◆ WORK TASK ◆
The answer must be an exact copy of the lines from the one with "The image size" through the final line below, with no pictures and nothing else.

◆ TASK INPUT ◆
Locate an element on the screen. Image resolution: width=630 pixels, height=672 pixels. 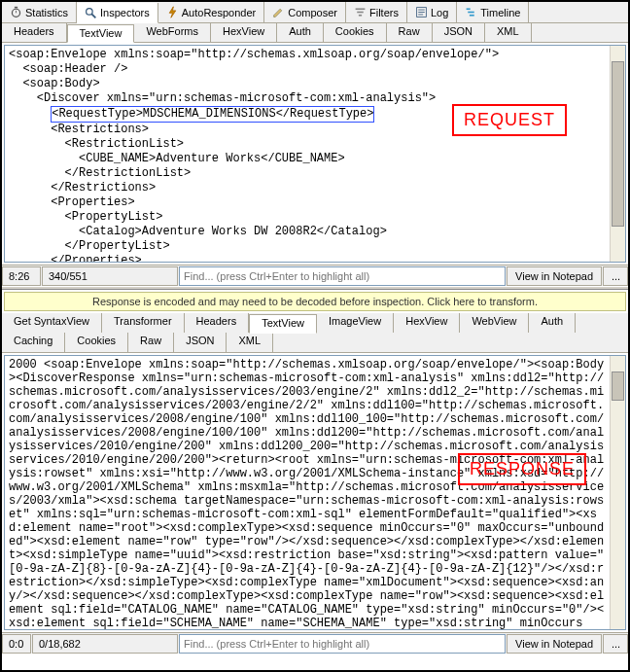
splitter is located at coordinates (315, 288).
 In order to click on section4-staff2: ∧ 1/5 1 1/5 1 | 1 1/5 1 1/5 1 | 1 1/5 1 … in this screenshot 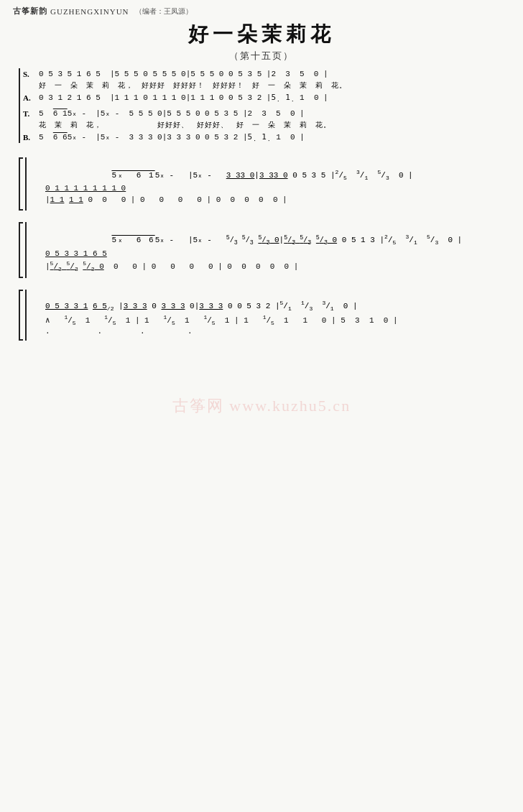, I will do `click(274, 326)`.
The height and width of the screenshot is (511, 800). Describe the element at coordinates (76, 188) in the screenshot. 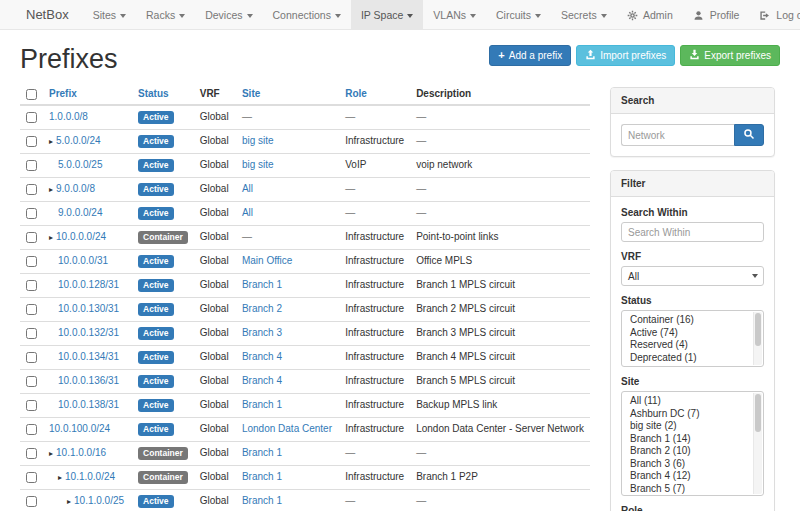

I see `prefix-link: 9.0.0.0/8` at that location.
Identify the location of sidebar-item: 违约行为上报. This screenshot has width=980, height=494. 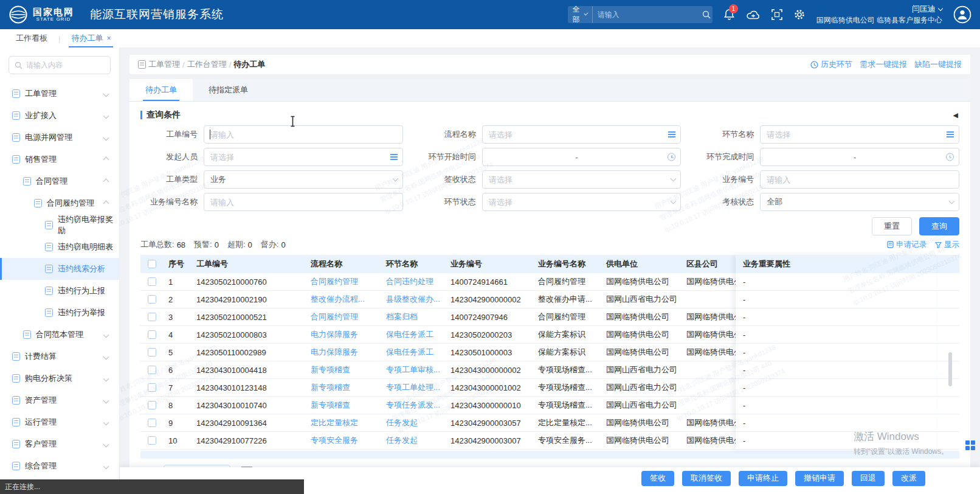
(60, 291).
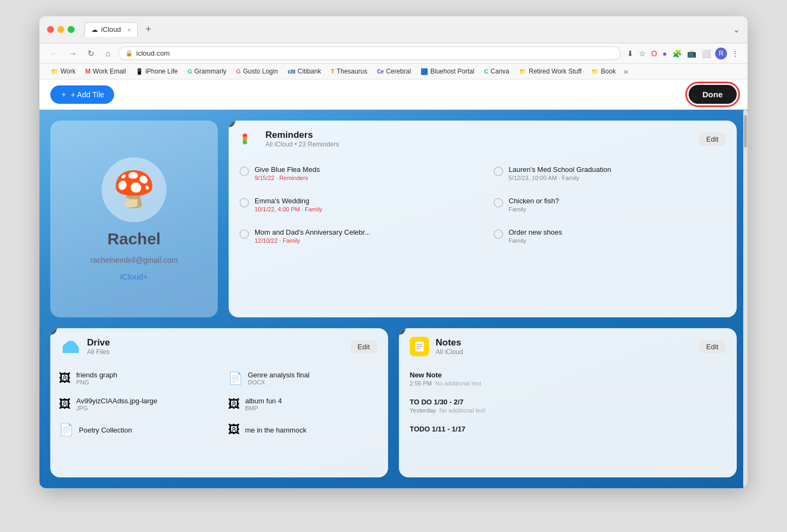  What do you see at coordinates (129, 30) in the screenshot?
I see `tab-close-button: ×` at bounding box center [129, 30].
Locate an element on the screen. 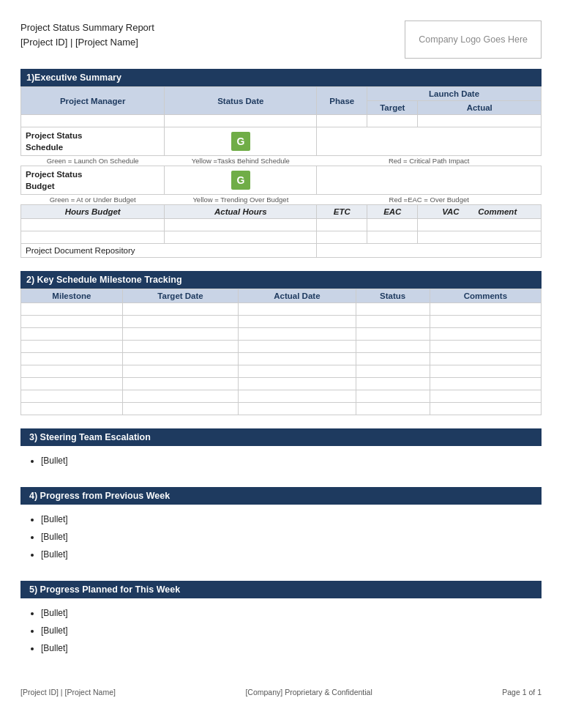 Image resolution: width=562 pixels, height=728 pixels. budget-status-badge: G is located at coordinates (241, 180).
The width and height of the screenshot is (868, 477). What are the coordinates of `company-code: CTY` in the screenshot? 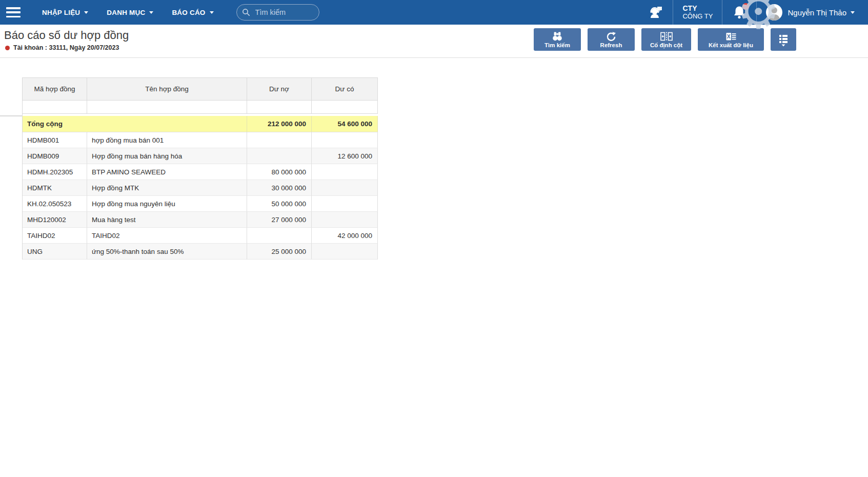 It's located at (697, 8).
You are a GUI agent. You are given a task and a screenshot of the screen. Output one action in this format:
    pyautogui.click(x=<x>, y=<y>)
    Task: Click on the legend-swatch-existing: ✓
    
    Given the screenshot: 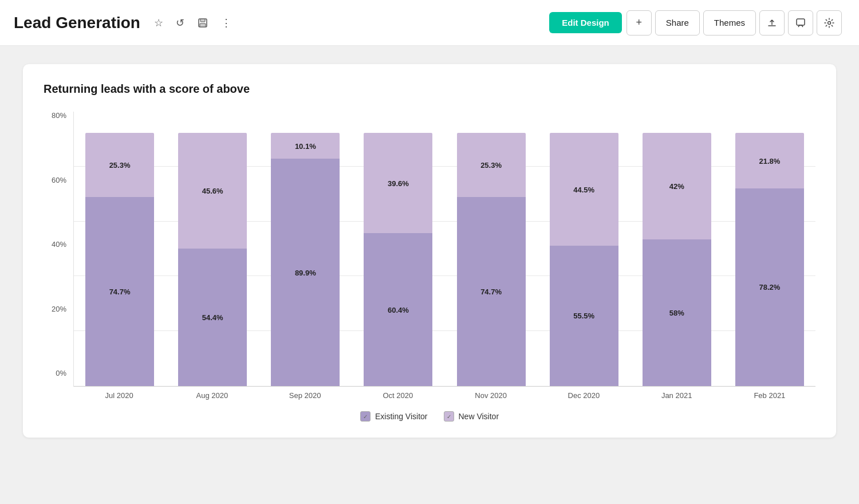 What is the action you would take?
    pyautogui.click(x=365, y=416)
    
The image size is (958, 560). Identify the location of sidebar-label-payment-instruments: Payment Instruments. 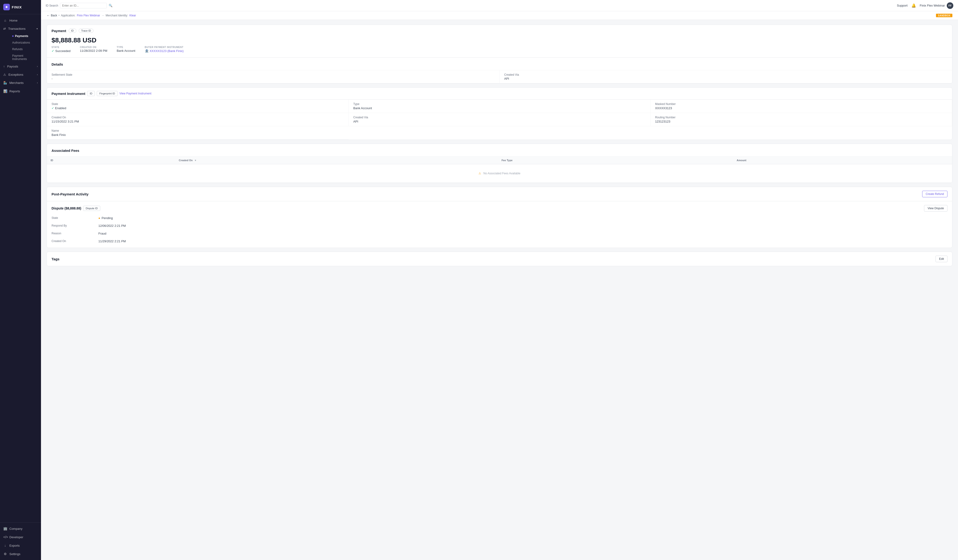
(25, 57).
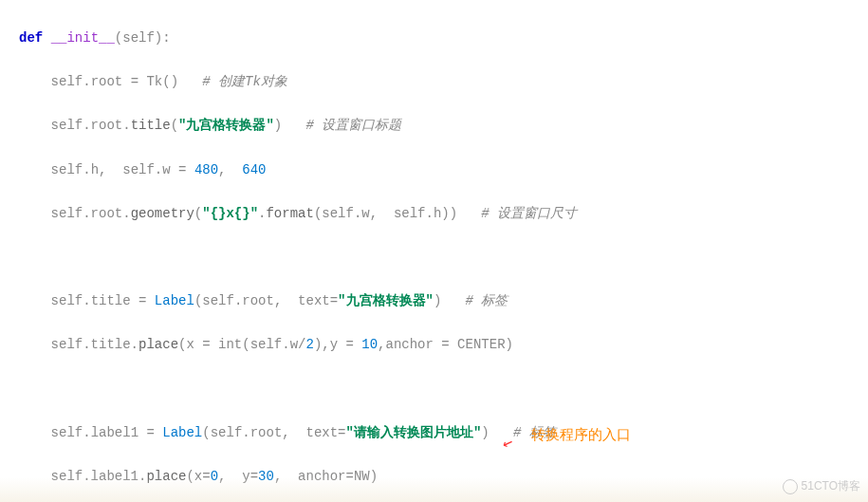 The width and height of the screenshot is (868, 502). What do you see at coordinates (581, 435) in the screenshot?
I see `annotation-text: 转换程序的入口` at bounding box center [581, 435].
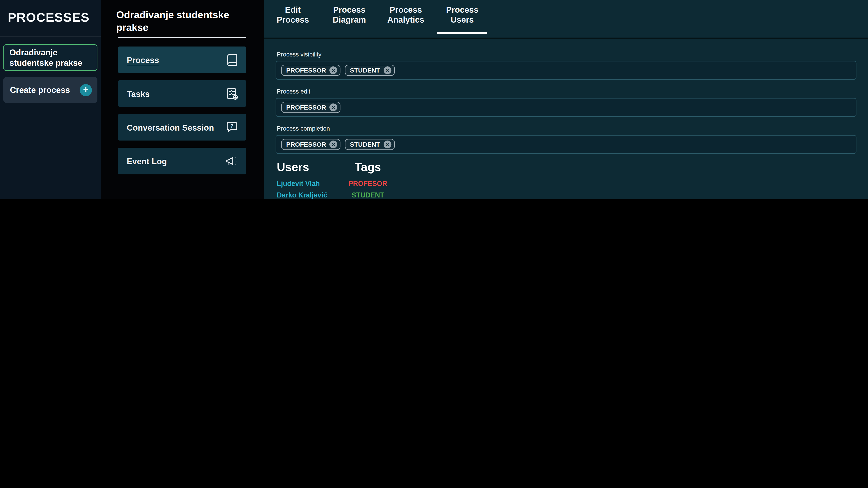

◆ ANSWER FOR THE TASK ◆
The image size is (958, 560). Identify the location of sidebar-label-payment-instruments: Payment Instruments. 
(25, 57).
 The width and height of the screenshot is (868, 502). What do you see at coordinates (581, 435) in the screenshot?
I see `annotation-text: 转换程序的入口` at bounding box center [581, 435].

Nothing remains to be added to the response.